NYC Menu Labeling Law – Enforceable?

NYC just announced that its revised calorie labeling rule for food service establishments will take effect on May 22, 2017, and will begin being enforced with notices of violation subject to fines on August 21, 2017.  This pre-dates the recently re-delayed effective date for federal menu labeling of May 7, 2018.   

The NYC rule, like FDA’s federal rule, essentially requires:

  • Calorie labeling for standard menu items of restaurant-type food, including, multiple-serving menu items, combination meals with choices, self-service food, food on display, and menu items with a choice of toppings;
  • Having comprehensive nutrition information on-site and providing the information to anyone who requests to see it; and
  • Inclusion of two new nutrition statements on menus and menu boards, specifically :
    • “2,000 calories a day is used for general nutrition advice, but calorie needs vary.”
    • “Additional nutritional information available upon request.”

Nevertheless, the NYC and federal rules are distinct inasmuch as a “covered establishment” in NYC means an establishment that is part of a chain with 15 or more locations nationally, whereas the federal rule applies to a chain with 20 or more locations nationally.  May the NYC rule apply to smaller chains?

Federal menu labeling is provided for statutorily by FFDCA § 403(q)(5)(H) (codified at 21 U.S.C. §343(q)(5)(H)).  Section 747 of the Consolidated Appropriations Act, 2016 (Pub. L. 114–113), which originally delayed menu labeling implementation, in effect, delayed only any funding for enforcement of FDA’s 12/01/2014 final rule on menu labeling (§ 101.11) until May 5, 2017.  The Act did not amend/alter §343(q)(5)(H). 

FFDCA § 403A(a)(4) provides:

(a) … no State or political subdivision of a State may directly or indirectly establish under any authority or continue in effect as to any food in interstate commerce—  

* * *

(4) any requirement for nutrition labeling of food that is not identical to the requirement of section 343(q) of this title, except that this paragraph does not apply to food that is offered for sale in a restaurant or similar retail food establishment that is not part of a chain with 20 or more locations doing business under the same name (regardless of the type of ownership of the locations) and offering for sale substantially the same menu items unless such restaurant or similar retail food establishment complies with the voluntary provision of nutrition information requirements under section 343(q)(5)(H)(ix) of this title ….

21 U.S.C. §343-1(a)(4).

Pursuant to this FFDCA national uniformity provision, it appears that State/local nutrition labeling laws not identical to §343(q)(5)(H) — which the NYC rule is not, at least with respect to covered establishments — already are preempted. 

This being the case, at a minimum, NYC conceivably could be halted from applying its menu labeling rule to any food service establishment that is part of a chain with fewer than 20 locations nationally.  At most, a court could halt the NYC rule from being enforced at all.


◆ **PROBLEM TO SOLVE**: Go to the line containing "Where does car appear?" in the material below. From there to the end, retype every line exactly and drop the pictures.

◆ **INPUT RECORDS**:
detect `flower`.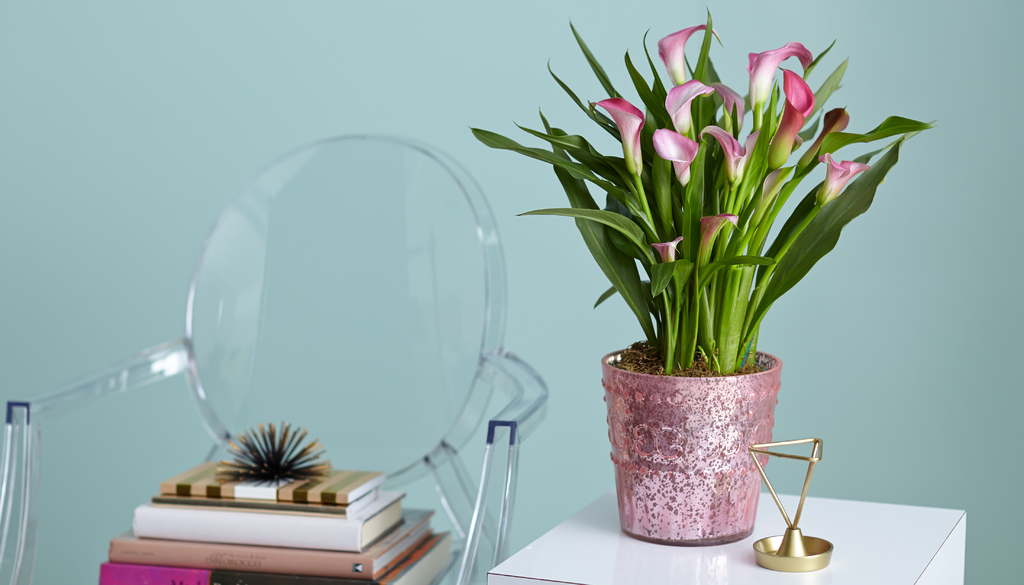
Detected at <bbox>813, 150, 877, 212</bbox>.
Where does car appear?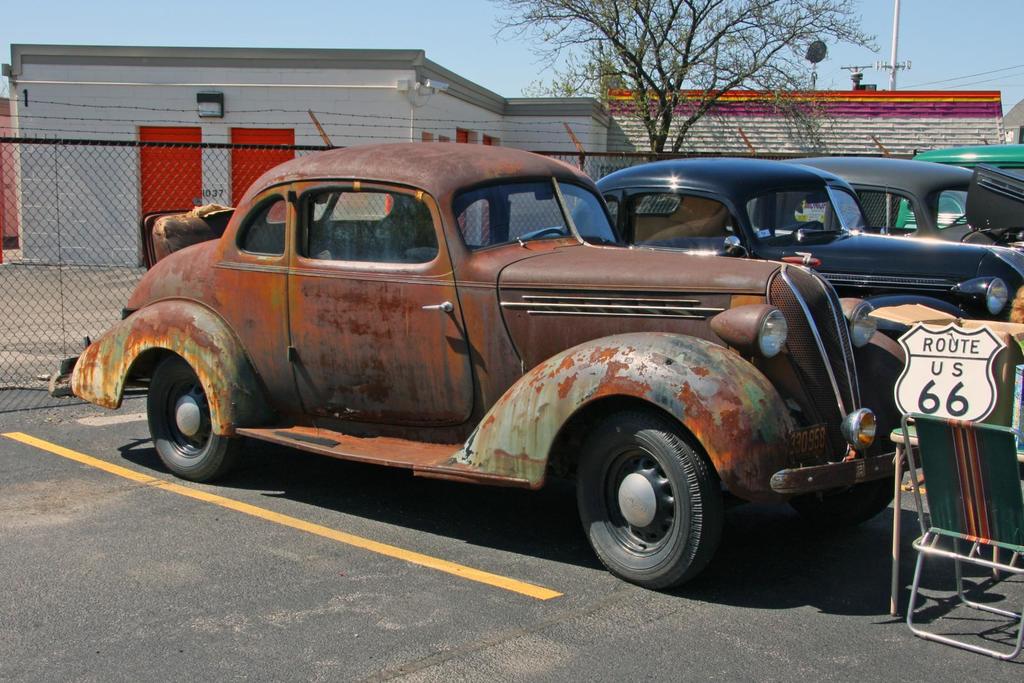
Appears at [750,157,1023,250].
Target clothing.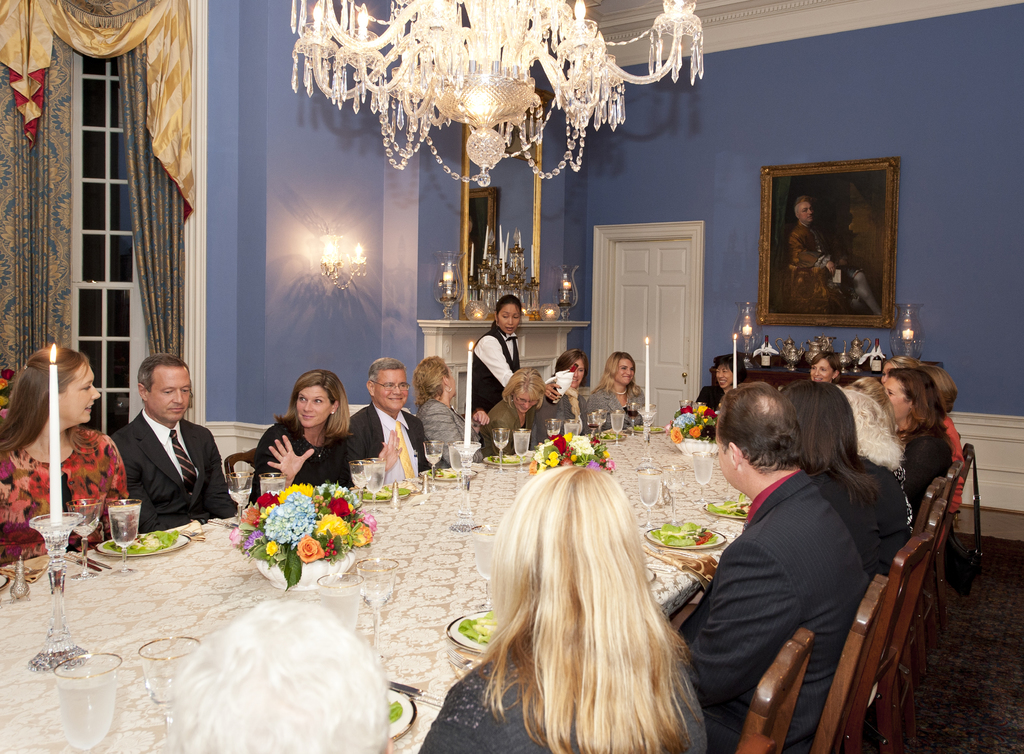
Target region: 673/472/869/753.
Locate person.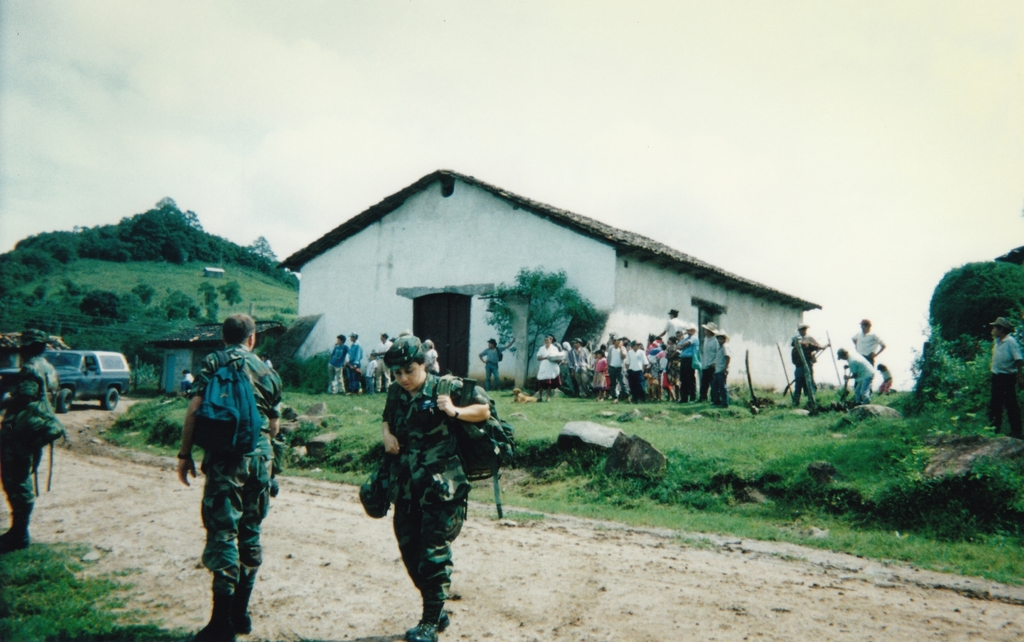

◆ **PROBLEM SOLUTION**:
Where does car appear?
Appears at [750,157,1023,250].
Target clothing.
Target region: 673/472/869/753.
Locate person.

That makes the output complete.